Published on
March 2, 2010 in
Recipes.
Leek Quiche (adapted from Moosewood)
Make your favorite pie shell. Ours has 1 cup flour to 1/3 cup butter (or a mix of butter and olive oil) and a scant teaspoon of salt plus enough water to make the right texture.
Ingredients:
Cheese (Karen Biondo’s goat, or Gruyere, or Cheddar are all great)
Butter or Olive oil
Leeks (1 pound or more)
garlic (2-3 cloves)
Eggs (4-8)
3/4-1 cup milk (cow, goat, or coconut)
salt (to taste)
flour (3T, optional)
mustard (dry or prepared)
dried tomatoes (optional)
Make the pie crust and spread some cheese in the bottom of it. Saute Leeks in olive oil or butter (the more the better) with garlic, and put it on top of the cheese. You can do enough to fill the whole pie shell, or less.
Mix eggs with milk, salt, mustard and flour. We have also made this without any milk at all and loved it. Pour this mix over the leeks. Spread dried tomatoes on top of that if you’d like. Bake 40-45 minutes at 375 degrees
Published on
February 24, 2010 in
Recipes.
Ginger Kale
2 bags of our kale leaves (almost 1 #)
2-4 leeks
1 TBSP minced garlic
1 TBSP grated ginger
2 TBSP olive or sesame oil
hot pepper sesame oil (optional)
Ume plum vinegar (optional)
Slice leeks lengthwise and wash thoroughly. Then chop into 1/2 inch pieces. Rinse kale and remove any tough stems, and chop coarsely.
Saute leeks, garlic and ginger in the oil at high heat until leeks are soft, then add kale. Cover, and cook for a few minutes, stirring occasionally. Kale cooks down a lot so you need to fill the pan pretty full to get 2-4 servings. Cook kale to the just wilted state
Season with the hot pepper oil and Ume plum vinegar to taste.
Eat immediately with your favorite eggs!
Published on
January 6, 2010 in
Recipes.
I was experimenting with pumpkin soup last night and came up with a recipe that I think is one of the better pumpkin soups I’ve had.
Ingredients
- 3 cups Winter luxury pumpkin (other pumpkins and squash can certainly substitute)
- one medium onion (or substitute a leek)
- a sweet pepper
- a large clove of garlic
- Olive oil
- 3/4 of a can of coconut milk
- Salt
- pepper
- about 1T dried basil
- 1 large quince
- water
- Toasted pumpkin seeds to sprinkle on top (optional)
I sauteed the onions, garlic, and pepper in olive oil, then blended it with the pumpkin puree, added the basil and coconut milk and a bit of water, salt and pepper. It needed something else…vinegar? tomato?…lemon? No, Quince! I quartered and cored a quince, sliced it thinly, and cooked it in a little water until it was tender, then blended it into something the texture of applesauce. I added it to the soup and it was just the thing, a little tart, a little sweet, a little quincy. If I were doing it again, I’d just cook the quince with the leeks and blend it all together. I might add ginger. We loved it as it was.
This is a new recipe; please experiment with quantities and ingredients and let us know what you think!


DESCRIPTION OF THE TASK | Return all the entries word for word, minus the pictures.

GIVEN ENTRIES |
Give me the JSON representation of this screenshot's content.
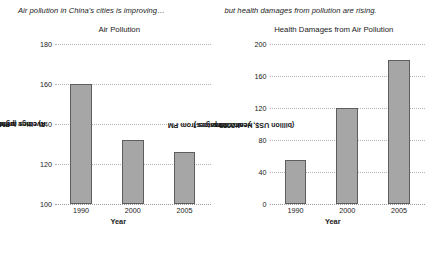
{
  "figure": {
    "panels": [
      {
        "caption": "Air pollution in China's cities is improving…",
        "title": "Air Pollution",
        "ylabel_line1": "Average annual exposure levels of",
        "ylabel_line2_pre": "PM",
        "ylabel_line2_sub": "10",
        "ylabel_line2_post": " in cities (µg/m",
        "ylabel_line2_sup": "3",
        "ylabel_line2_end": ")",
        "xlabel": "Year"
      },
      {
        "caption": "but health damages from pollution are rising.",
        "title": "Health Damages from Air Pollution",
        "ylabel_line1_pre": "Health damages from PM",
        "ylabel_line1_sub": "10",
        "ylabel_line1_post": " in cities",
        "ylabel_line2": "(billion US$, year 2005 prices)",
        "xlabel": "Year"
      }
    ]
  },
  "chart_data": [
    {
      "type": "bar",
      "title": "Air Pollution",
      "subtitle": "Air pollution in China's cities is improving…",
      "categories": [
        "1990",
        "2000",
        "2005"
      ],
      "values": [
        160,
        132,
        126
      ],
      "xlabel": "Year",
      "ylabel": "Average annual exposure levels of PM10 in cities (µg/m3)",
      "ylim": [
        100,
        180
      ],
      "yticks": [
        100,
        120,
        140,
        160,
        180
      ],
      "ytick_labels": [
        "100",
        "120",
        "140",
        "160",
        "180"
      ],
      "grid": true,
      "legend": "none",
      "bar_color": "#a6a6a6",
      "bar_edge_color": "#5e5e5e"
    },
    {
      "type": "bar",
      "title": "Health Damages from Air Pollution",
      "subtitle": "but health damages from pollution are rising.",
      "categories": [
        "1990",
        "2000",
        "2005"
      ],
      "values": [
        55,
        120,
        180
      ],
      "xlabel": "Year",
      "ylabel": "Health damages from PM10 in cities (billion US$, year 2005 prices)",
      "ylim": [
        0,
        200
      ],
      "yticks": [
        0,
        40,
        80,
        120,
        160,
        200
      ],
      "ytick_labels": [
        "0",
        "40",
        "80",
        "120",
        "160",
        "200"
      ],
      "grid": true,
      "legend": "none",
      "bar_color": "#a6a6a6",
      "bar_edge_color": "#5e5e5e"
    }
  ]
}
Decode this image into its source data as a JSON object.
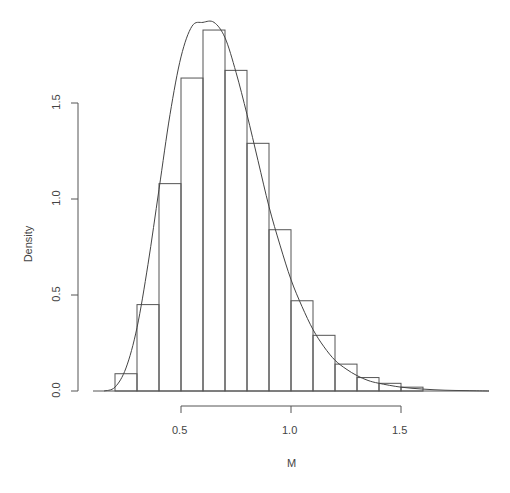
{
  "chart_data": {
    "type": "bar",
    "title": "",
    "xlabel": "M",
    "ylabel": "Density",
    "xlim": [
      0.1,
      1.9
    ],
    "ylim": [
      0,
      1.9
    ],
    "x_ticks": [
      "0.5",
      "1.0",
      "1.5"
    ],
    "y_ticks": [
      "0.0",
      "0.5",
      "1.0",
      "1.5"
    ],
    "grid": false,
    "legend": null,
    "bin_width": 0.1,
    "bins": [
      {
        "start": 0.2,
        "end": 0.3,
        "density": 0.09
      },
      {
        "start": 0.3,
        "end": 0.4,
        "density": 0.45
      },
      {
        "start": 0.4,
        "end": 0.5,
        "density": 1.08
      },
      {
        "start": 0.5,
        "end": 0.6,
        "density": 1.63
      },
      {
        "start": 0.6,
        "end": 0.7,
        "density": 1.88
      },
      {
        "start": 0.7,
        "end": 0.8,
        "density": 1.67
      },
      {
        "start": 0.8,
        "end": 0.9,
        "density": 1.29
      },
      {
        "start": 0.9,
        "end": 1.0,
        "density": 0.84
      },
      {
        "start": 1.0,
        "end": 1.1,
        "density": 0.47
      },
      {
        "start": 1.1,
        "end": 1.2,
        "density": 0.29
      },
      {
        "start": 1.2,
        "end": 1.3,
        "density": 0.14
      },
      {
        "start": 1.3,
        "end": 1.4,
        "density": 0.07
      },
      {
        "start": 1.4,
        "end": 1.5,
        "density": 0.04
      },
      {
        "start": 1.5,
        "end": 1.6,
        "density": 0.02
      }
    ],
    "density_curve": {
      "description": "Smooth fitted density curve overlaid on histogram, peaking near M=0.66 at ~1.92",
      "x": [
        0.15,
        0.2,
        0.25,
        0.3,
        0.35,
        0.4,
        0.45,
        0.5,
        0.55,
        0.6,
        0.65,
        0.7,
        0.75,
        0.8,
        0.85,
        0.9,
        0.95,
        1.0,
        1.05,
        1.1,
        1.15,
        1.2,
        1.25,
        1.3,
        1.35,
        1.4,
        1.5,
        1.6,
        1.7,
        1.8,
        1.9
      ],
      "y": [
        0.0,
        0.02,
        0.12,
        0.33,
        0.66,
        1.05,
        1.44,
        1.74,
        1.9,
        1.92,
        1.92,
        1.84,
        1.66,
        1.44,
        1.2,
        0.96,
        0.76,
        0.58,
        0.44,
        0.32,
        0.23,
        0.16,
        0.115,
        0.08,
        0.055,
        0.04,
        0.02,
        0.01,
        0.004,
        0.002,
        0.0
      ]
    }
  }
}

YOUR RESPONSE |
Give me the JSON representation of this screenshot's content.
{
  "figure": {
    "panels": [
      {
        "caption": "Air pollution in China's cities is improving…",
        "title": "Air Pollution",
        "ylabel_line1": "Average annual exposure levels of",
        "ylabel_line2_pre": "PM",
        "ylabel_line2_sub": "10",
        "ylabel_line2_post": " in cities (µg/m",
        "ylabel_line2_sup": "3",
        "ylabel_line2_end": ")",
        "xlabel": "Year"
      },
      {
        "caption": "but health damages from pollution are rising.",
        "title": "Health Damages from Air Pollution",
        "ylabel_line1_pre": "Health damages from PM",
        "ylabel_line1_sub": "10",
        "ylabel_line1_post": " in cities",
        "ylabel_line2": "(billion US$, year 2005 prices)",
        "xlabel": "Year"
      }
    ]
  },
  "chart_data": [
    {
      "type": "bar",
      "title": "Air Pollution",
      "subtitle": "Air pollution in China's cities is improving…",
      "categories": [
        "1990",
        "2000",
        "2005"
      ],
      "values": [
        160,
        132,
        126
      ],
      "xlabel": "Year",
      "ylabel": "Average annual exposure levels of PM10 in cities (µg/m3)",
      "ylim": [
        100,
        180
      ],
      "yticks": [
        100,
        120,
        140,
        160,
        180
      ],
      "ytick_labels": [
        "100",
        "120",
        "140",
        "160",
        "180"
      ],
      "grid": true,
      "legend": "none",
      "bar_color": "#a6a6a6",
      "bar_edge_color": "#5e5e5e"
    },
    {
      "type": "bar",
      "title": "Health Damages from Air Pollution",
      "subtitle": "but health damages from pollution are rising.",
      "categories": [
        "1990",
        "2000",
        "2005"
      ],
      "values": [
        55,
        120,
        180
      ],
      "xlabel": "Year",
      "ylabel": "Health damages from PM10 in cities (billion US$, year 2005 prices)",
      "ylim": [
        0,
        200
      ],
      "yticks": [
        0,
        40,
        80,
        120,
        160,
        200
      ],
      "ytick_labels": [
        "0",
        "40",
        "80",
        "120",
        "160",
        "200"
      ],
      "grid": true,
      "legend": "none",
      "bar_color": "#a6a6a6",
      "bar_edge_color": "#5e5e5e"
    }
  ]
}
Decode this image into its source data as a JSON object.
{
  "chart_data": {
    "type": "bar",
    "title": "",
    "xlabel": "M",
    "ylabel": "Density",
    "xlim": [
      0.1,
      1.9
    ],
    "ylim": [
      0,
      1.9
    ],
    "x_ticks": [
      "0.5",
      "1.0",
      "1.5"
    ],
    "y_ticks": [
      "0.0",
      "0.5",
      "1.0",
      "1.5"
    ],
    "grid": false,
    "legend": null,
    "bin_width": 0.1,
    "bins": [
      {
        "start": 0.2,
        "end": 0.3,
        "density": 0.09
      },
      {
        "start": 0.3,
        "end": 0.4,
        "density": 0.45
      },
      {
        "start": 0.4,
        "end": 0.5,
        "density": 1.08
      },
      {
        "start": 0.5,
        "end": 0.6,
        "density": 1.63
      },
      {
        "start": 0.6,
        "end": 0.7,
        "density": 1.88
      },
      {
        "start": 0.7,
        "end": 0.8,
        "density": 1.67
      },
      {
        "start": 0.8,
        "end": 0.9,
        "density": 1.29
      },
      {
        "start": 0.9,
        "end": 1.0,
        "density": 0.84
      },
      {
        "start": 1.0,
        "end": 1.1,
        "density": 0.47
      },
      {
        "start": 1.1,
        "end": 1.2,
        "density": 0.29
      },
      {
        "start": 1.2,
        "end": 1.3,
        "density": 0.14
      },
      {
        "start": 1.3,
        "end": 1.4,
        "density": 0.07
      },
      {
        "start": 1.4,
        "end": 1.5,
        "density": 0.04
      },
      {
        "start": 1.5,
        "end": 1.6,
        "density": 0.02
      }
    ],
    "density_curve": {
      "description": "Smooth fitted density curve overlaid on histogram, peaking near M=0.66 at ~1.92",
      "x": [
        0.15,
        0.2,
        0.25,
        0.3,
        0.35,
        0.4,
        0.45,
        0.5,
        0.55,
        0.6,
        0.65,
        0.7,
        0.75,
        0.8,
        0.85,
        0.9,
        0.95,
        1.0,
        1.05,
        1.1,
        1.15,
        1.2,
        1.25,
        1.3,
        1.35,
        1.4,
        1.5,
        1.6,
        1.7,
        1.8,
        1.9
      ],
      "y": [
        0.0,
        0.02,
        0.12,
        0.33,
        0.66,
        1.05,
        1.44,
        1.74,
        1.9,
        1.92,
        1.92,
        1.84,
        1.66,
        1.44,
        1.2,
        0.96,
        0.76,
        0.58,
        0.44,
        0.32,
        0.23,
        0.16,
        0.115,
        0.08,
        0.055,
        0.04,
        0.02,
        0.01,
        0.004,
        0.002,
        0.0
      ]
    }
  }
}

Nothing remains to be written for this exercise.